Art Cruising

Korean woman’s East/West paintings a highlight of Saturday night’s group openings

An up-and-coming young South Korean artist may turn out to be the star of the Summer Art Cruise this Saturday night.

Twenty-eight-year-old Jieun Park won't be in town herself, but three of her mixed-media paintings will: they'll be up at the newish Moen Mason Gallery.

"Her work embodies globalism," says Mitch Moen, art director and curator of the gallery, which is debuting three of her paintings during the group gallery openings. "They embrace her Asian heritage but they have the influence of the West. And she doesn't paint any scene she hasn't seen with her own eyes."

Park uses acrylics to paint tiny colored images of Hong Kong, Paris and Prague on Korean paper, embedding them inside giant calligraphic patterns in black ink. Her bold brushwork conjures up both traditional Asian art and western abstract expressionism, especially the work of Franz Kline.

And appropriately for an Art Cruise, her art has come across the sea.

Moen first saw Park's work on a trip to South Korea, where he was looking to balance the gallery's mix of contemporary figurative work with landscape.

"He was impressed with the Asian art scene," says Mason Tye, the gallery's business director. "They like contemporary art but in a different style. There's a clear line between western and Asian contemporary."

Park, who graduated with an art degree in 2010 from Konkuk University in her native Seoul, has already shown her work internationally, in Singapore, Hong Kong, Italy and in the U.S., at the Houston Art Fair. And she regularly exhibits in her hometown.

Moen Mason opened in November, in the Sixth and Sixth gallery district. Its mission, Moen says, is to show provocative contemporary art, with an emphasis on artists outside Tucson.

Case in point is Canadian Jonathan Hobin, whose crayon-bright photographs have transgressive images of children in pop-cultural/current news settings. One of his works has a kid -- dressed in the iconic black Abu Ghraib torture hood and cape -- about to be given an electric shock.

"He's a controversial artist and a lot of galleries wouldn't show him," Moen said.

Hobin's photo exhibition, which opened in May, will still be up Saturday night. Also on view, in the back of the 1000-foot space, will be a sampling of works by other gallery artists, including Aaron Nagel's retro soft-porn female nudes.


▶ _Work task_:
Among these entries, count the lines containing the word "title" and answer with only the number.

Stored items
·····
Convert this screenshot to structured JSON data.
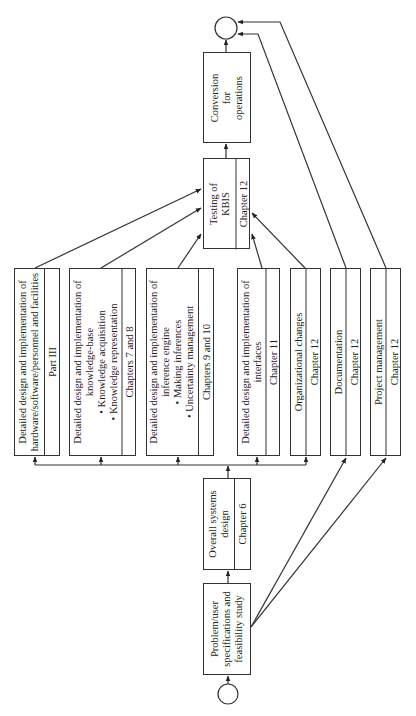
{
  "diagram": {
    "start": "start-node",
    "end": "end-node",
    "boxes": {
      "problem": {
        "title": "Problem/user specifications and feasibility study"
      },
      "overall": {
        "title": "Overall systems design",
        "ref": "Chapter 6"
      },
      "hardware": {
        "title": "Detailed design and implementation of hardware/software/personnel and facilities",
        "ref": "Part III"
      },
      "kb": {
        "title": "Detailed design and implementation of knowledge-base",
        "bullets": [
          "• Knowledge acquisition",
          "• Knowledge representation"
        ],
        "ref": "Chapters 7 and 8"
      },
      "inference": {
        "title": "Detailed design and implementation of inference engine",
        "bullets": [
          "• Making inferences",
          "• Uncertainty management"
        ],
        "ref": "Chapters 9 and 10"
      },
      "interfaces": {
        "title": "Detailed design and implementation of interfaces",
        "ref": "Chapter 11"
      },
      "org": {
        "title": "Organizational changes",
        "ref": "Chapter 12"
      },
      "docs": {
        "title": "Documentation",
        "ref": "Chapter 12"
      },
      "pm": {
        "title": "Project management",
        "ref": "Chapter 12"
      },
      "testing": {
        "title": "Testing of KBIS",
        "ref": "Chapter 12"
      },
      "conversion": {
        "title": "Conversion for operations"
      }
    }
  }
}
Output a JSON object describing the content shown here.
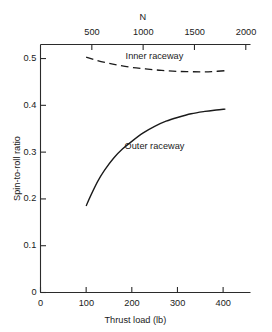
{
  "chart_data": {
    "type": "line",
    "title": "",
    "xlabel": "Thrust load (lb)",
    "ylabel": "Spin-to-roll ratio",
    "secondary_xlabel": "N",
    "xlim": [
      0,
      460
    ],
    "ylim": [
      0,
      0.53
    ],
    "secondary_xlim": [
      0,
      2046
    ],
    "xticks": [
      0,
      100,
      200,
      300,
      400
    ],
    "xtick_labels": [
      "0",
      "100",
      "200",
      "300",
      "400"
    ],
    "yticks": [
      0,
      0.1,
      0.2,
      0.3,
      0.4,
      0.5
    ],
    "ytick_labels": [
      "0",
      "0.1",
      "0.2",
      "0.3",
      "0.4",
      "0.5"
    ],
    "secondary_xticks": [
      500,
      1000,
      1500,
      2000
    ],
    "secondary_xtick_labels": [
      "500",
      "1000",
      "1500",
      "2000"
    ],
    "grid": false,
    "legend": "inline-annotations",
    "series": [
      {
        "name": "Inner raceway",
        "style": "dashed",
        "color": "#1a1a1a",
        "label_x": 250,
        "label_y": 0.505,
        "x": [
          100,
          120,
          145,
          170,
          200,
          230,
          260,
          290,
          320,
          350,
          375,
          405
        ],
        "y": [
          0.503,
          0.497,
          0.491,
          0.486,
          0.481,
          0.478,
          0.475,
          0.473,
          0.472,
          0.4715,
          0.472,
          0.474
        ]
      },
      {
        "name": "Outer raceway",
        "style": "solid",
        "color": "#1a1a1a",
        "label_x": 250,
        "label_y": 0.313,
        "x": [
          100,
          110,
          125,
          140,
          160,
          180,
          200,
          225,
          250,
          275,
          300,
          330,
          360,
          385,
          405
        ],
        "y": [
          0.185,
          0.207,
          0.237,
          0.261,
          0.287,
          0.307,
          0.323,
          0.341,
          0.355,
          0.366,
          0.374,
          0.382,
          0.387,
          0.39,
          0.392
        ]
      }
    ]
  },
  "axes": {
    "left_spine": true,
    "top_spine": true,
    "bottom_spine": true,
    "right_spine": false,
    "tick_direction_bottom": "up",
    "tick_direction_top": "down",
    "tick_direction_left": "right"
  }
}
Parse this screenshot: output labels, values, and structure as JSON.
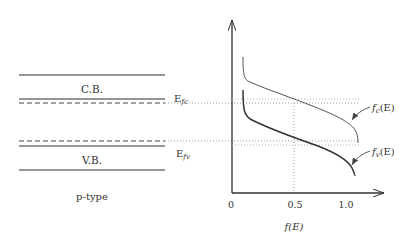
{
  "band_diagram": {
    "conduction_band_label": "C.B.",
    "valence_band_label": "V.B.",
    "fermi_c_label_main": "E",
    "fermi_c_label_sub": "fc",
    "fermi_v_label_main": "E",
    "fermi_v_label_sub": "fv",
    "type_label": "p-type"
  },
  "plot": {
    "x_ticks": [
      "0",
      "0.5",
      "1.0"
    ],
    "x_axis_label": "f(E)",
    "curve_c_label": "fс(E)",
    "curve_c_main": "f",
    "curve_c_sub": "c",
    "curve_c_tail": "(E)",
    "curve_v_main": "f",
    "curve_v_sub": "v",
    "curve_v_tail": "(E)"
  },
  "colors": {
    "line": "#333333",
    "light_line": "#555555",
    "dotted": "#888888"
  }
}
·····
▶ _The answer_:
12